Reading List

The most recent articles from a list of feeds I subscribe to.

I just pulled a 2006 and uploaded my holiday photos to Flickr with a Creative Commons Licence

I just returned from a holiday on the gorgeous island of Corfu in Greece and spent quite some time taking photos. Instead of releasing those piecemeal on various social media channels, I thought it would be fun to go back to our ways of early social media, and put them all up on Flickr with […]

Navigating the Tension Between Under-Acknowledgment and Over-Acknowledgment of Race in Venture Capital

This article was originally posted on HBCUvc’s website. This article was generated by Hadiyah Mujhid in collaboration with ChatGPT, based on a thoughtful conversation about race and identity in venture capital talent evaluation. You can read the full conversation with prompts and responses by clicking here. In venture capital, where relationships, networks, and access are […]

Using Nix to Fuzz Test a PDF Parser (Part One)

Fuzz testing is a technique for automatically uncovering bugs in software. The problem is that it’s a pain to set up. Read any fuzz testing tutorial, and the first task is an hour of building tools from source and chasing down dependencies upon dependencies.

I recently found that Nix eliminates a lot of the gruntwork from fuzz testing. I created a Nix configuration that kicks off a fuzz testing workflow with a single command. The only dependencies are Nix and git.

Using Nix to Fuzz Test a PDF Parser (Part Two)

This is the second half of a post about using Nix to automate a fuzz testing workflow.

At this point, I can run honggfuzz against pdftotext, but it takes a bit of manual effort to get things started. I promised in part one that I’d get all of the installation and fuzzing down to a single command.

Downloading tricky PDFs

In my ad-hoc fuzzing, I manually downloaded a PDF from the IRS website. I’ll start by automating that step.

Massachusetts Residents Can Sue Online Merchants for Spam

Last week, I saw an interesting article on the /r/legaladvice subreddit. An e-commerce business owner was complaining that a customer was suing because the merchant had been sending the customer promotional emails for years that the customer never agreed to. The author deleted the post a few days later, but I found a copy of the text.

The merchant was indignant and felt like it was a shakedown, but I was 100% on the customer’s side. The merchant is in the wrong for spamming their customers with promotional emails they never requested, and so the merchant should suffer financial repercussions.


= Your assignment =
An exact repetition of the data below, without images, is the expected answer.

= Material supplied =
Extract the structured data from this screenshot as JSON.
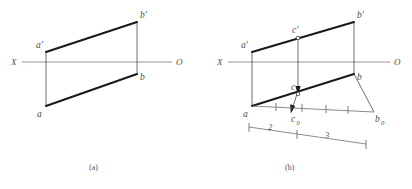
{
  "figure": {
    "type": "descriptive-geometry-orthographic-projection",
    "caption_a": "(a)",
    "caption_b": "(b)",
    "footer_note": ""
  },
  "panel_a": {
    "name": "(a)",
    "axis": {
      "left_label": "X",
      "right_label": "O"
    },
    "points": [
      {
        "id": "a-prime",
        "label": "a'",
        "x": 46,
        "y": 52
      },
      {
        "id": "b-prime",
        "label": "b'",
        "x": 137,
        "y": 22
      },
      {
        "id": "b",
        "label": "b",
        "x": 137,
        "y": 74
      },
      {
        "id": "a",
        "label": "a",
        "x": 46,
        "y": 106
      }
    ]
  },
  "panel_b": {
    "name": "(b)",
    "axis": {
      "left_label": "X",
      "right_label": "O"
    },
    "points": [
      {
        "id": "a-prime",
        "label": "a'",
        "x": 252,
        "y": 52
      },
      {
        "id": "b-prime",
        "label": "b'",
        "x": 354,
        "y": 22
      },
      {
        "id": "c-prime",
        "label": "c'",
        "x": 298,
        "y": 38
      },
      {
        "id": "b",
        "label": "b",
        "x": 354,
        "y": 74
      },
      {
        "id": "c",
        "label": "c",
        "x": 298,
        "y": 94
      },
      {
        "id": "a",
        "label": "a",
        "x": 252,
        "y": 106
      },
      {
        "id": "c-zero",
        "label": "c",
        "sub": "0",
        "x": 300,
        "y": 110
      },
      {
        "id": "b-zero",
        "label": "b",
        "sub": "0",
        "x": 378,
        "y": 113
      }
    ],
    "dimensions": [
      {
        "id": "seg-2",
        "label": "2"
      },
      {
        "id": "seg-3",
        "label": "3"
      }
    ]
  }
}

= Result of the task =
Extract the structured data from this screenshot as JSON.
{
  "figure": {
    "type": "descriptive-geometry-orthographic-projection",
    "caption_a": "(a)",
    "caption_b": "(b)",
    "footer_note": ""
  },
  "panel_a": {
    "name": "(a)",
    "axis": {
      "left_label": "X",
      "right_label": "O"
    },
    "points": [
      {
        "id": "a-prime",
        "label": "a'",
        "x": 46,
        "y": 52
      },
      {
        "id": "b-prime",
        "label": "b'",
        "x": 137,
        "y": 22
      },
      {
        "id": "b",
        "label": "b",
        "x": 137,
        "y": 74
      },
      {
        "id": "a",
        "label": "a",
        "x": 46,
        "y": 106
      }
    ]
  },
  "panel_b": {
    "name": "(b)",
    "axis": {
      "left_label": "X",
      "right_label": "O"
    },
    "points": [
      {
        "id": "a-prime",
        "label": "a'",
        "x": 252,
        "y": 52
      },
      {
        "id": "b-prime",
        "label": "b'",
        "x": 354,
        "y": 22
      },
      {
        "id": "c-prime",
        "label": "c'",
        "x": 298,
        "y": 38
      },
      {
        "id": "b",
        "label": "b",
        "x": 354,
        "y": 74
      },
      {
        "id": "c",
        "label": "c",
        "x": 298,
        "y": 94
      },
      {
        "id": "a",
        "label": "a",
        "x": 252,
        "y": 106
      },
      {
        "id": "c-zero",
        "label": "c",
        "sub": "0",
        "x": 300,
        "y": 110
      },
      {
        "id": "b-zero",
        "label": "b",
        "sub": "0",
        "x": 378,
        "y": 113
      }
    ],
    "dimensions": [
      {
        "id": "seg-2",
        "label": "2"
      },
      {
        "id": "seg-3",
        "label": "3"
      }
    ]
  }
}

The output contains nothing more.